/kubernetes-in-practice

This repository is part of a knowledge sharing presentation done in-house with the purpose of displaying how to run a kubernetes cluster (locally) and deploy http/grpc services on it that can receive external traffic. It uses KinD (Kubernetes in Docker) and the nginx-ingress controller(maintained by kubernetes)

MIT LicenseMIT

Description

This project is part of a knowledge sharing presentation done in-house with the purpose of displaying how to run a kubernetes cluster (locally) and deploy http/grpc services on it that can receive external traffic. It uses KinD (Kubernetes in Docker) and the nginx-ingress controller(maintained by kubernetes

prerequisites

Steps

Create local Kubernetes cluster

Run make create-cluster

Running the command above will execute kind create cluster --config infra/kind_config.yml which will create a Kubernetes cluster running on docker based on the configuration located in infra/kind_config.yml file. The Kubernetes cluster will have 1 control-plane node and 3 worker nodes

Deploy http service

Run make apply-deloyment

This will execute kubectl apply -f infra/deployment.yml command which will provision 2 Deployments which creates 2 ReplicaSets that will bring up 2 Pods each. Those pods consist of one container running the hashicorp/http-echo:0.2.3 image. This image is a simple http server that can return the text given by the -text argument. In our example one deployment will run the containers with -text=foo and the other with -text=bar. Those containers expose the port 5678 which is the default port of this image

Communicate with those containers

We can spin up a new pod with an apline image by running kubectl run -i --tty --rm debug --image=alpine --restart=Never -- sh after that we can install cURL apk add curl

in order to communicate form our debug pod to the 2 deployments we created previously we have to know their IP addresses to find them we can use kubectl get pods -n default command to find out the pod names (you should be able to see 2 bar-deployment*, 2 foo-deployment* and the debug pods). Then we can use the kubectl describe pod {pod-name} command to get some more details about a specific Pod

Pods have the following DNS record {IP address separated with dashes}.{namespace of the pod}.pod.cluster.local so you could make a request to the pods by using the DNS record or by using directly the pod's IP address.

Networking

Kubernetes has the Service concept as "an abstract way to expose an application running on a set of Pods as a network service."

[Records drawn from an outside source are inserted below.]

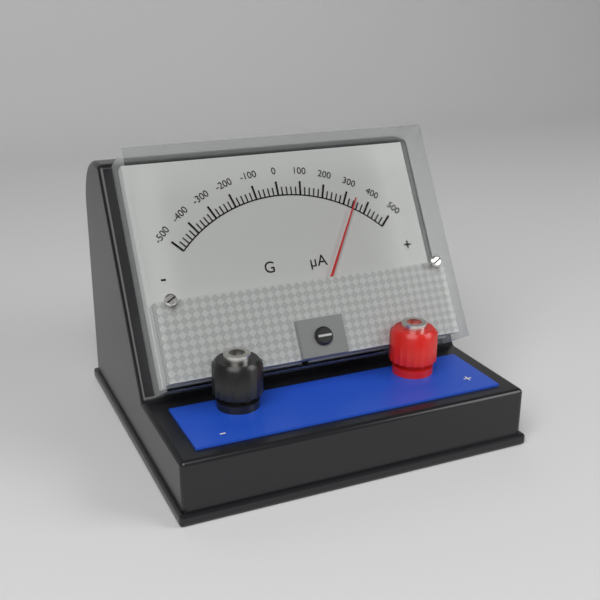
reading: 340 µA
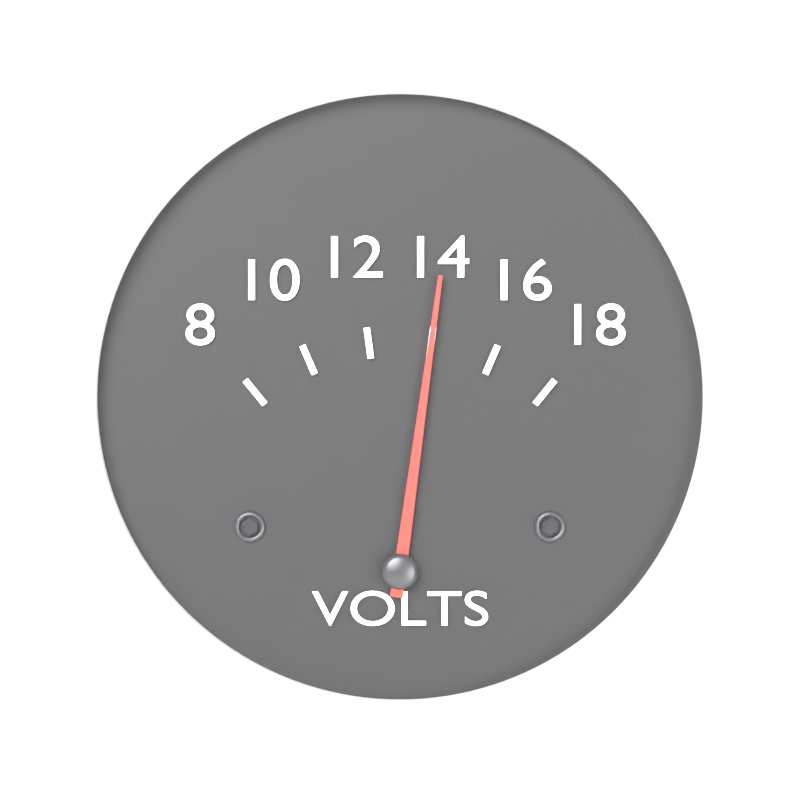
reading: 14 V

So we can create a service resource for the deployments we added on the previous set by running make apply-services command. Run kubectl get services -n default to see the service resources created. Now there are also DNS records for this service {service-name}.{namespace}.svc.cluster.local. You can now try to do a nslookup form the debug container nslookup bar-service which should return something like

Name:   bar-service.default.svc.cluster.local
Address: 10.96.193.17

also you can call those services e.g curl bar-service:80, curl foo-service:80 note that we use the port 80 here because we have configured in the Service resource definition the port mapping from port 80 to port 5678

External traffic

Kubernetes has the Ingress resource to manage the external access to the services.

you can run make apply-ingress to create this resource for our services which is configured to route the traffic {host}/bar to bar-service and {host}/foo to the foo-service. When running kubectl get ingress command you should see an output similar to this one:

NAME           CLASS    HOSTS   ADDRESS   PORTS   AGE
http-ingress   <none>   *                 80      10s

An ingress my itself does not do anything, there is a need to have an Ingress controller. For this example we'll use the nginx ingress controller maintained by the Kubernetes.

to apply it run make install-nginx-controller this will create a nginx-controller and wait for it to become ready you can run kubectl get pods -n ingress-nginx to see the pods created by the command.

After the above command you can access your services by calling the localhost/foo and localhost/bar endpoints (You can use a browser or cURL for the requests)

gRPC routing with TLS termination

Next we'll see how to route traffic to a gRPC service, you can run make apply-grpc this will create certificates for demo.localhost You can add a record to your /etc/hosts file

127.0.0.1  demo.localhost

and store the certificate in a secret.

Additionally, it will create a deployment, service and an Ingress.

After that you should be able to call the gRPC service from your host grpcurl -insecure -d '{"name":"Adjoe"}' demo.localhost:443 helloworld.Greeter/SayHello

destroying the local environment

Simply run make delete-cluster

quickstart

running make up will create the cluster and all the resources mentioned above.